Internet Anonymity

From The Faculty Blog at the University of Chicago Law School:

[Dean Saul] Levmore recommends eliminating the liability restrictions on ISPs and forcing them to divulge the identity of IP addresses if subpoenaed. The logic underlying his recommendation is a hypothetical bargain among all users of the internet. The benefit to each person is tiny from being able to post degrading insults about others, but the cost of being a target of these insults is very high. Even if the chance of being targeted is small, the cost is large enough that the expected value outweighs the miniscule benefit. Thus, the bargainers would not immunize such conduct. Levmore focused on differences in expected costs and benefits to each person while implicitly assuming homogeneous preferences, but an alternative formulation could depend on differences in preferences. No one wants to be targeted, but only a minority wants to target others, so the majority demands the minority give up its antisocial behavior.

The present regime presents a conundrum: politicians tend to overreact to problems, yet here the reverse happened. Gangs are an example of the general principle. We do not really know what proportion of violent crime is caused by gangs, but politicians provide a wide array of legislation targeting the gang problem. Yet with the internet, the problem resulted in additional protection for the perpetrators. Levmore provided the classic public choice explanation. The people subject to the regulation are a small, passionate, organized group; the potential victims are the public at large, so their interests are diffuse. Organized groups typically trump diffuse groups when collecting government payouts.

A possible addition to that explanation for exceptional rules for the internet is gender disparity. The victims are disproportionately female, and the unfettered internet’s most vocal defenders are mostly male. Not only are the victims mostly female, the hurtfulness of many of the comments is premised on the target’s gender. Levmore implicitly acknowledged these facts through his use of examples (though he doesn’t discuss it): his paradigm example was “Amy X is a slut,” and “fat” and “small-breasted” were other examples. He does not press further because the vast majority of examples would be too vile for the classroom. (This is not to say all remarks are directed towards women; sometimes speakers target businesses as “cheats,” and sometimes speakers target males such as, for example, Levmore himself.) Those who want the internet to be completely unregulated, on the other hand, are much more likely to be male. As a rough proxy, more than 80 percent of undergraduate engineering students are male. Those with a more technical bent are keenly aware of the benefits of a free flow of information on the internet, but–since this group is mostly male–they will undervalue the costs of antisocial behavior on the internet. Disparaging comments are less commonly directed at them, and the most harmful comments lose their meaning if directed at males. A skewed understanding of the costs and benefits translates into the policy choices that the organized internet interest group lobbies for at the expense of the diffuse potential victim group.

This additional explanation points to a gap in Levmore’s framework: some theory explaining why posters post. Levmore takes the economist’s approach of treating preferences as a given; essentially, he gets by on the assumption that if you build it, they will come. A more sociological explanation of why speakers have the preferences they do could be illuminating, and it may have policy implications. Traditional sanctions are inadequate if the motivation underlying disparaging speech differs on the internet than in traditional media; however, if the motivation is the same regardless of medium, then traditional sanctions should fit well. The basic outline of the behavior is the same in both cases, but the cost of engaging in it is significantly lower with the internet. Adding marginal members because of reduced cost may or may not change the group’s characteristics. More investigation is needed on this point.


Required action - Whenever a line in the entries includes the word "years", copy that line out.

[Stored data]
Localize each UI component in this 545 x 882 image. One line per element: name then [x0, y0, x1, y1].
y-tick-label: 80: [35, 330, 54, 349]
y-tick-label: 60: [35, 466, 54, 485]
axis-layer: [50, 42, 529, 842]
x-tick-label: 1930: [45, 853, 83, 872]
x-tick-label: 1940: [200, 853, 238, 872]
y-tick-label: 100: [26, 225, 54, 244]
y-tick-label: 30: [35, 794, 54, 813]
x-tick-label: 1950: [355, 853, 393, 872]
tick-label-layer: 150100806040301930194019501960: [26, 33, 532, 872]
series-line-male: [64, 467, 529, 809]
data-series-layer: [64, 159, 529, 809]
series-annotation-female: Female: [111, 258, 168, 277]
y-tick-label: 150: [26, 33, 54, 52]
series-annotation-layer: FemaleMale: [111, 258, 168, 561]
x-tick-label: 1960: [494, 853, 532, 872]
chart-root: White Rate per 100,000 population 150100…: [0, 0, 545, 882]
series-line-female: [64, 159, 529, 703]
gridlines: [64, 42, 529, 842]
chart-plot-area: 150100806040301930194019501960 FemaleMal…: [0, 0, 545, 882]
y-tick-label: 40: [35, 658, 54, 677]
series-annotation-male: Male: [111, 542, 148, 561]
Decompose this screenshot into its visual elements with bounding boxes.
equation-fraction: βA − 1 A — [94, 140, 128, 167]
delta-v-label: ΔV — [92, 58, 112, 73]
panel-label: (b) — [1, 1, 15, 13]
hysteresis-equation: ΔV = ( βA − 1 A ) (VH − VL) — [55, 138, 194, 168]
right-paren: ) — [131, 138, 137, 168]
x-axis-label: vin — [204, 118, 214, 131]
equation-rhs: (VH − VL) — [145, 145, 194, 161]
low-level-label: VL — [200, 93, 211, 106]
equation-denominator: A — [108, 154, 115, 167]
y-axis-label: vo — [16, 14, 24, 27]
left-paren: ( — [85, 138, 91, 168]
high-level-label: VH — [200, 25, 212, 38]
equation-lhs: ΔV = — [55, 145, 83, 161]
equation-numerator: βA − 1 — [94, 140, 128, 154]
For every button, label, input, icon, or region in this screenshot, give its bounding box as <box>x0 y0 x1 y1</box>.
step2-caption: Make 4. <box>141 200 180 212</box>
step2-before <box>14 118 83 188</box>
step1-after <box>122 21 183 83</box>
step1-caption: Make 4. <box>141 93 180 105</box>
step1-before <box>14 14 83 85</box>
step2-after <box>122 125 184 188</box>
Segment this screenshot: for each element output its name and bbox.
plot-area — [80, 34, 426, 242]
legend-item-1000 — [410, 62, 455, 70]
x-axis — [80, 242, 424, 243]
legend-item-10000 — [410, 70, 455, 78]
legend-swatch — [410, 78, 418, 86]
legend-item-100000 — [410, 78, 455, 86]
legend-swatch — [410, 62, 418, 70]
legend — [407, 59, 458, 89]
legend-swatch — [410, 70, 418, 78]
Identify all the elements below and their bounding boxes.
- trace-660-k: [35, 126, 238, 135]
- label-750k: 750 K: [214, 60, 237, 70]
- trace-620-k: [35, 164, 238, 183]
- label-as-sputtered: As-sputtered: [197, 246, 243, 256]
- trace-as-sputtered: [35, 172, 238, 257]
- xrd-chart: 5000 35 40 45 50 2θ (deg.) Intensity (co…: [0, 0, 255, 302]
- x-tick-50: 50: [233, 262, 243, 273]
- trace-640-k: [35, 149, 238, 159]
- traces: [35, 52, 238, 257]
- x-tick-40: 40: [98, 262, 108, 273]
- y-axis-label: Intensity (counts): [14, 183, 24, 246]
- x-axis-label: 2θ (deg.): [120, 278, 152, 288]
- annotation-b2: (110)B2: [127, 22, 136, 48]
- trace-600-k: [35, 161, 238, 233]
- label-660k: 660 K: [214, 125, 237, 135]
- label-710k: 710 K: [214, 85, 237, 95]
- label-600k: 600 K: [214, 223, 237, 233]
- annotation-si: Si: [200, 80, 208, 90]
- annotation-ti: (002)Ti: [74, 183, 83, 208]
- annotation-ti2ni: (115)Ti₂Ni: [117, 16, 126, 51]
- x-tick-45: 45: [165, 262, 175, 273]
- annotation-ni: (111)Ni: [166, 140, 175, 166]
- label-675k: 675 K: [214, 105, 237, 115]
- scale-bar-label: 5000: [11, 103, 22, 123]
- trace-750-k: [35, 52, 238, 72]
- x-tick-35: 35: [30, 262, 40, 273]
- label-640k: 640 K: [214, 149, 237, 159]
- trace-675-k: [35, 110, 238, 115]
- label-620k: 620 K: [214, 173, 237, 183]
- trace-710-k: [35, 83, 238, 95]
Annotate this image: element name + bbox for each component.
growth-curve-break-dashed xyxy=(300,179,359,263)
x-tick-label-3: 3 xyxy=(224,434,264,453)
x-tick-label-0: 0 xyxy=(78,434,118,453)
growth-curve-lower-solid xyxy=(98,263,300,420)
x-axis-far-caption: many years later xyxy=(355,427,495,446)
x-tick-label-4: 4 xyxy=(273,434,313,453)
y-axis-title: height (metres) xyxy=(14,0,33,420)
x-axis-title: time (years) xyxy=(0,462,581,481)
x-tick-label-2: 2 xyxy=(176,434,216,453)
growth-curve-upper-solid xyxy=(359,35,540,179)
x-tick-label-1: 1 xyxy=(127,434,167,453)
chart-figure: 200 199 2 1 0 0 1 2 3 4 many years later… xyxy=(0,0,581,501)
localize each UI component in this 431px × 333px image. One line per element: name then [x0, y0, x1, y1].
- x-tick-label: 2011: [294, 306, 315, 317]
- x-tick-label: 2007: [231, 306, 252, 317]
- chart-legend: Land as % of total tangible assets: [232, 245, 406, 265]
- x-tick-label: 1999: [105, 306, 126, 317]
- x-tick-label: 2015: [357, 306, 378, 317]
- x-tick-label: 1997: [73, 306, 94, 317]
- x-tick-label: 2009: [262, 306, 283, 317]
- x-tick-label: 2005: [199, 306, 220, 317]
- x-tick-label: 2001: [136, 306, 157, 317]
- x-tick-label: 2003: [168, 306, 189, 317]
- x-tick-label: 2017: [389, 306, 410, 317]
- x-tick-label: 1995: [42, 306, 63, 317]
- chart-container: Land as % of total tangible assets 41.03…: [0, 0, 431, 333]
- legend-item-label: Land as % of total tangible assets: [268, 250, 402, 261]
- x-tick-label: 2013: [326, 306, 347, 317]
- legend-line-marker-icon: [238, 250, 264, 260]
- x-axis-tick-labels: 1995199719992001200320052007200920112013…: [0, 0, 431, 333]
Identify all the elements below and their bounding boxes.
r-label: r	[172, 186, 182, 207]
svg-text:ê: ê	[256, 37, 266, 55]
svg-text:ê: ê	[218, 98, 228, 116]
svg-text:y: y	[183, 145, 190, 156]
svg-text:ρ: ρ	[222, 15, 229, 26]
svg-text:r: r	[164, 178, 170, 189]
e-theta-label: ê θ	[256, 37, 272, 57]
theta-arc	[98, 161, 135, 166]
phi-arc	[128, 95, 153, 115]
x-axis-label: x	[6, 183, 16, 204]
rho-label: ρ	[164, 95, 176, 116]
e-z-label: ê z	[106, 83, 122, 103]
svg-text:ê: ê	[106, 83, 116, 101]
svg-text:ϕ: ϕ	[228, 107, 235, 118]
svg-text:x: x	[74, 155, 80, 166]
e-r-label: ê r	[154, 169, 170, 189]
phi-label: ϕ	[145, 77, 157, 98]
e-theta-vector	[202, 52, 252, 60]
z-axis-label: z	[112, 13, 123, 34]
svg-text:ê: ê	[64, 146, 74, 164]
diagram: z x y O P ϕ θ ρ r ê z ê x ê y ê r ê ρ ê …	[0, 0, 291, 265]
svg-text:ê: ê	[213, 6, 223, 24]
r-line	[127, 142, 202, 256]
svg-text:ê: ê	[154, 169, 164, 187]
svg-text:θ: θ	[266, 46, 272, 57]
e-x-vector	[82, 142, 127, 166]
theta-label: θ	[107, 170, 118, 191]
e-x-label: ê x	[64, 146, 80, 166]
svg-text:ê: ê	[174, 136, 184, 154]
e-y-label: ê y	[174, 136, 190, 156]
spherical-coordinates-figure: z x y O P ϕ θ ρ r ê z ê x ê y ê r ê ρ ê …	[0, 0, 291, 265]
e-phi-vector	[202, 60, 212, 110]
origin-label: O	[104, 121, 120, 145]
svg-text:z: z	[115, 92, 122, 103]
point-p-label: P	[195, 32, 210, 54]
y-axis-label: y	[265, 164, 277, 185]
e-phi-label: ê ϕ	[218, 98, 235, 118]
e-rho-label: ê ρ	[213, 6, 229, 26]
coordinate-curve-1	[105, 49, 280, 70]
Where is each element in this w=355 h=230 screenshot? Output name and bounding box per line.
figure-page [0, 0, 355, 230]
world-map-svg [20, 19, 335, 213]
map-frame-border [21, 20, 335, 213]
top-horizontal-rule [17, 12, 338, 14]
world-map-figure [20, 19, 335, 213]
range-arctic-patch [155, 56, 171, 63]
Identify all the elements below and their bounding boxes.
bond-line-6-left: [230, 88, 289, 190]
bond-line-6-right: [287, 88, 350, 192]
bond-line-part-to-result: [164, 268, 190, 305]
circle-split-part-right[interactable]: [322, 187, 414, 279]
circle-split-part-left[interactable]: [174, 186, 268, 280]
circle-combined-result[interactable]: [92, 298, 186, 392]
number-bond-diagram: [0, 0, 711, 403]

Solution -
x-axis-far-caption: many years later xyxy=(355,427,495,446)
x-axis-title: time (years) xyxy=(0,462,581,481)
chart-figure: 200 199 2 1 0 0 1 2 3 4 many years later… xyxy=(0,0,581,501)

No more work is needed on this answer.